If you say the name Toots Shor, you’d be lucky if one out of a hundred people knows about whom you’re talking. The only way I knew about him was that his name kept popping up when I’d read about Sinatra, or DiMaggio, or 1950′s sports legends, and then I finally read a feature about him in Esquire. The guy had the most amazing, rambunctious bar and restaurant in New York City in the middle of the 20th century, a time when celebrities stayed in SRO hotels and took the train to and fro. Both of these facts added up to their having a good deal of “down time” during which to down one or a dozen cocktails at Toot’s bar. Chicago had the Pump Room, and other cities had their spots where the swells all hung out, but nothing like Toot’s. NYC was still the de facto capital of the country: the center of sports, entertainment, and much of politics. Here is an article about a documentary of the whole experience:
The film has many amusing, and some very sad, snippets. Ranging from Toots drinking and racing contestants with Jackie Gleason to Ernest Hemingway—who was sitting with Toots and Joe DiMaggio at a Heavyweight title fight, being asked if he was anyone famous. Papa pointed at Joltin Joe and said, sure I’m his Doctor. Whitey Ford says Toot’s Place took five years off his career. Gifford muses on the difference between athletes in his day and now. Whitey Ford wonders how ARod can make more in two weeks than Mickey Mantle made in a lifetime. And some of the great old New York sportswriters question the massive gulf that exists between society and its sports stars. One old sportswriter, who used to drink and talk with Yogi, Mick, and Whitey, wonders what do you say over a beer to a man making 160 million dollars? A player who is often an egotistical star, always surrounded by an adoring posse, agitated agents, and armed bodyguards—its like talking to a man from another planet. And on the other hand, have fans become so obsessed with sports that they are unable to control themselves around their “heroes?” Sometimes it seems like a societal sickness.
There’s a cigar shop just south of Chicago which has a princes to paupers clientele who engage in the lively art of conversation, who can say anything as long as they can stand having their stances pillaged, and have to be able to defend why they just said that. You can go in for ten minutes and stay for three hours, and be that much smarter for the experience. Go get and re-watch the movie Barbershop to see what I’m getting at.

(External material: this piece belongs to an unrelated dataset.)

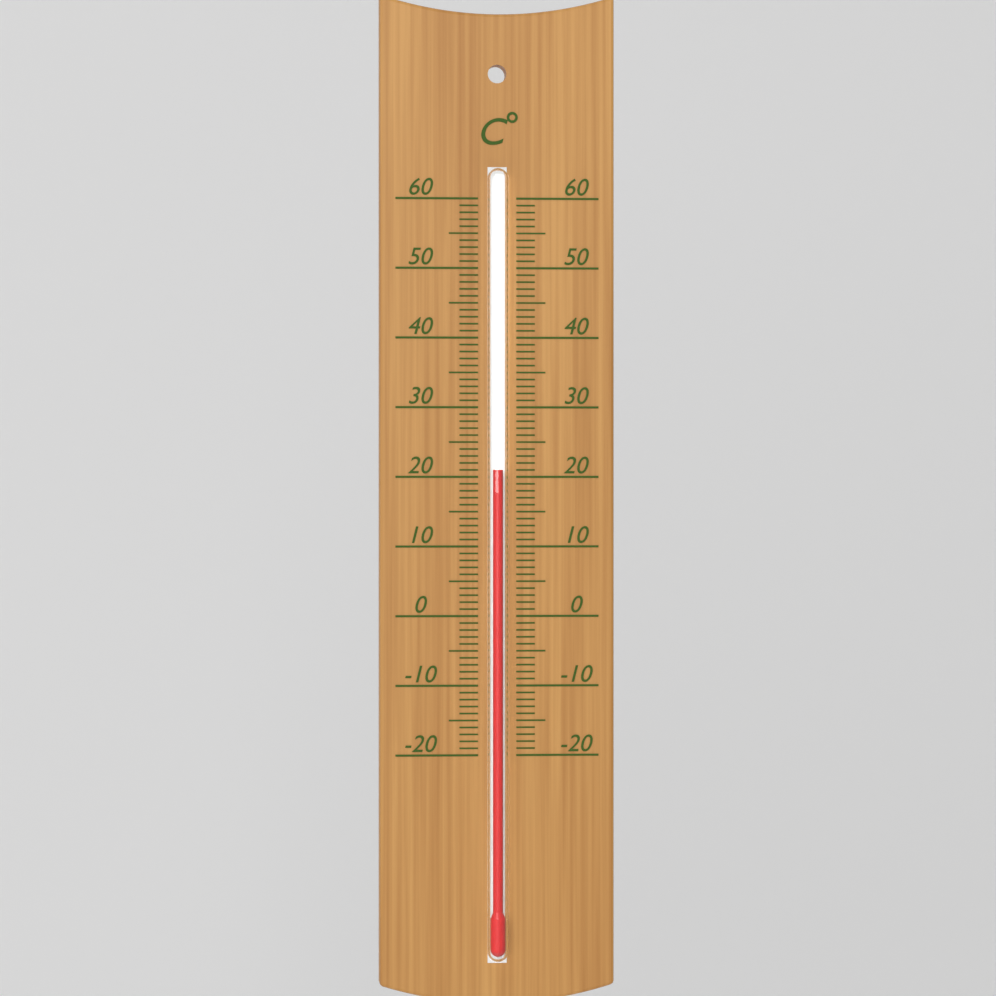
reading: 21 °C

I once entertained the idea of starting a coffee shop here in Mayberry at a time before anyone else tried to start one (2000), if only I could cultivate a clientèle that considered it their tree house, so to speak. Alcohol just makes people ignorant and less able to speak intelligently, so a bar was out. A cigar shop was blatant duplication. But a coffee house, well, there’s a place that already is considered somewhere where people can exchange ideas in a sober, brainy atmosphere where you better be at your top. And there’s no cliques, no favorites, and everyone from the mayor to the parish priest to the state senator to the town flotsam to Joe the Plumber can come in and bring their bellyache, and no one in reply can say “F you;” they must say “F your point for reasons A, B, and C, but on D and E, well, you might have a point.” You make it personal and I throw you out, you throw a mug or a punch and I throw you out. But you lay out your case like a Henry Rollins and I might think you’re an idiot, but you did the grunt work for your thought, so welcome, and by the way, “F your point for reasons A, B, and C.” Tap gloves, come out verbally swinging, then shake and be good sportsmen when you’re done. Operating a coffee house is only a little bit about selling coffee, the bulk is making a unique place people want to come to and stay long enough to spend enough to pay the bills and make a profit. But one must know when a business plan becomes a Walter Mitty fantasy, so I forgot about it. We’ve had coffee shops opened by idiots who think all you do is throw the doors open and people naturally wander to get in out of the rain and presto it makes itself. But now I wish I made a go of it; nah, I wish I had the “disposable money” I did then with the connections I have now. Then I was new to town, now I’m on personal hello with a third of the people.